After seeing the oil floating in the water, Robinson said it was everything they feared the most – and then they got to work.

“There were a lot of things we were afraid of; we didn’t understand things and that made it even scarier,” said Robinson. “But once we began to engage it and figure out what we could do, the people who could make a difference in working. It didn’t happen overnight, but you know by the end of 2010, we had really removed much of that oiling. And really, most of the tar balls were gone a couple of years later.”

After years of litigation, Federal Judge Carl Barbier in New Orleans granted final approval in 2016, to an estimated 20 billion dollar settlement for the five Gulf States – Florida, Alabama, Mississippi, Louisiana, and Texas. In 2017, the RESTORE Act was signed, giving a blueprint for disbursing the funds. Robinson was named to the RESTORE board.

“So we began to try to put together an idea of what we thought would be a way it could come back to the community,” said Robinson. “We knew we would have to work with our sister counties; we banded together [and] were the only place that saw a sizable chunk that was specifically designated to come back to local areas. It was a lot of work, but we got there.”

Escambia County was in line to get about $70 million from the Gulf Coast Restoration Trust Fund, and a portion of $36 million in annual payments through 2031 in Natural Resource Damage Assessment, or NRDA, money earmarked for projects in Florida.

The money would be most welcome. Deepwater Horizon occurred at the worst possible time for Northwest Florida — just as the tourist season was cranking up — throwing wrench into the local economy.

“We truly lost an entire season; there were a lot of small businesses that went out of business,” Robinson said. “But I do believe that it positioned us well to think of some things a little bit differently.

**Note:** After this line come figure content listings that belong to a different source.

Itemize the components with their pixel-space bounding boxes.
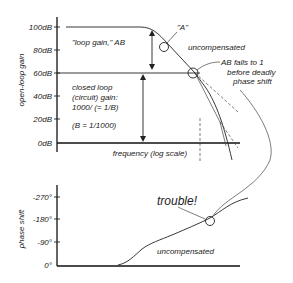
- phase-y-axis-label: phase shift: [17, 209, 26, 249]
- label-ab-falls-2: before deadly: [227, 68, 276, 77]
- label-trouble: trouble!: [157, 194, 198, 208]
- tick-label-0db: 0dB: [38, 139, 53, 148]
- gain-plot: 100dB 80dB 60dB 40dB 20dB 0dB open-loop …: [17, 17, 276, 162]
- label-a: "A": [177, 23, 189, 32]
- loop-gain-arrow: [149, 30, 155, 70]
- compensated-slope-dashed: [195, 73, 238, 112]
- tick-label-100db: 100dB: [29, 23, 53, 32]
- tick-label-60db: 60dB: [33, 69, 52, 78]
- closed-loop-gain-arrow: [140, 74, 146, 142]
- label-uncompensated-gain: uncompensated: [188, 43, 245, 52]
- tick-label-20db: 20dB: [32, 115, 52, 124]
- tick-label-0: 0°: [44, 261, 52, 270]
- gain-x-axis-label: frequency (log scale): [113, 149, 188, 158]
- tick-label-270: -270°: [33, 193, 53, 202]
- tick-label-80db: 80dB: [33, 46, 52, 55]
- connector-curve: [213, 90, 271, 216]
- tick-label-90: -90°: [37, 238, 53, 247]
- label-beta: (B = 1/1000): [72, 121, 117, 130]
- label-closed-loop-2: (circuit) gain:: [72, 93, 118, 102]
- tick-label-180: -180°: [33, 215, 53, 224]
- label-closed-loop-3: 1000/ (= 1/B): [72, 103, 119, 112]
- label-loop-gain: "loop gain," AB: [72, 38, 126, 47]
- tick-label-40db: 40dB: [33, 92, 52, 101]
- crossover-leader: [197, 62, 220, 70]
- label-ab-falls-1: AB falls to 1: [220, 58, 264, 67]
- point-a-leader: [167, 32, 177, 43]
- phase-plot: -270° -180° -90° 0° phase shift trouble!…: [17, 90, 271, 270]
- bode-diagram: 100dB 80dB 60dB 40dB 20dB 0dB open-loop …: [0, 0, 293, 283]
- gain-y-axis-label: open-loop gain: [17, 53, 26, 106]
- trouble-leader: [178, 207, 205, 219]
- label-ab-falls-3: phase shift: [232, 77, 272, 86]
- label-uncompensated-phase: uncompensated: [157, 247, 214, 256]
- point-a-circle: [160, 43, 169, 52]
- label-closed-loop-1: closed loop: [72, 83, 113, 92]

Much of it was finally beginning to realize that having a good economy and having a good environment are not mutually exclusive; we can do both, we just have to work at it a little bit harder.” 

Credit Geoff Livingston/Flickr
Photographer Geoff Livingston shares this photo of a tar ball on Pensacola Beach from July 1, 2010.

You live and you learn. Some of the lessons from the spill, says now-Pensacola Mayor Grover Robinson, are being applied in the city’s response to today’s coronavirus pandemic.

“A lot of those lessons would be a lot — at least to me — scarier and more difficult going through COVID if we had not have had Deepwater Horizon,” said the mayor. “I think we learned a lot of things from Deepwater Horizon – how to work through regional tragedies like this. Having that experience was invaluable, to go through this [pandemic] experience.”

It was a long and arduous process after the BP oil spill, but the community came out of it, said Robinson. And he’s optimistic the same will happen in the current fight against COVID-19.

“I’m not saying the virus is totally gone and things may happen; but I don’t think we’re going to have to take the same draconian measures,” said Robinson. “And I think we’ve figured out some things how to do better with our businesses. And I think overall the economy has substance behind it, so I do think it will bounce back. And were working to see that bounce-back here in Pensacola as soon as possible.”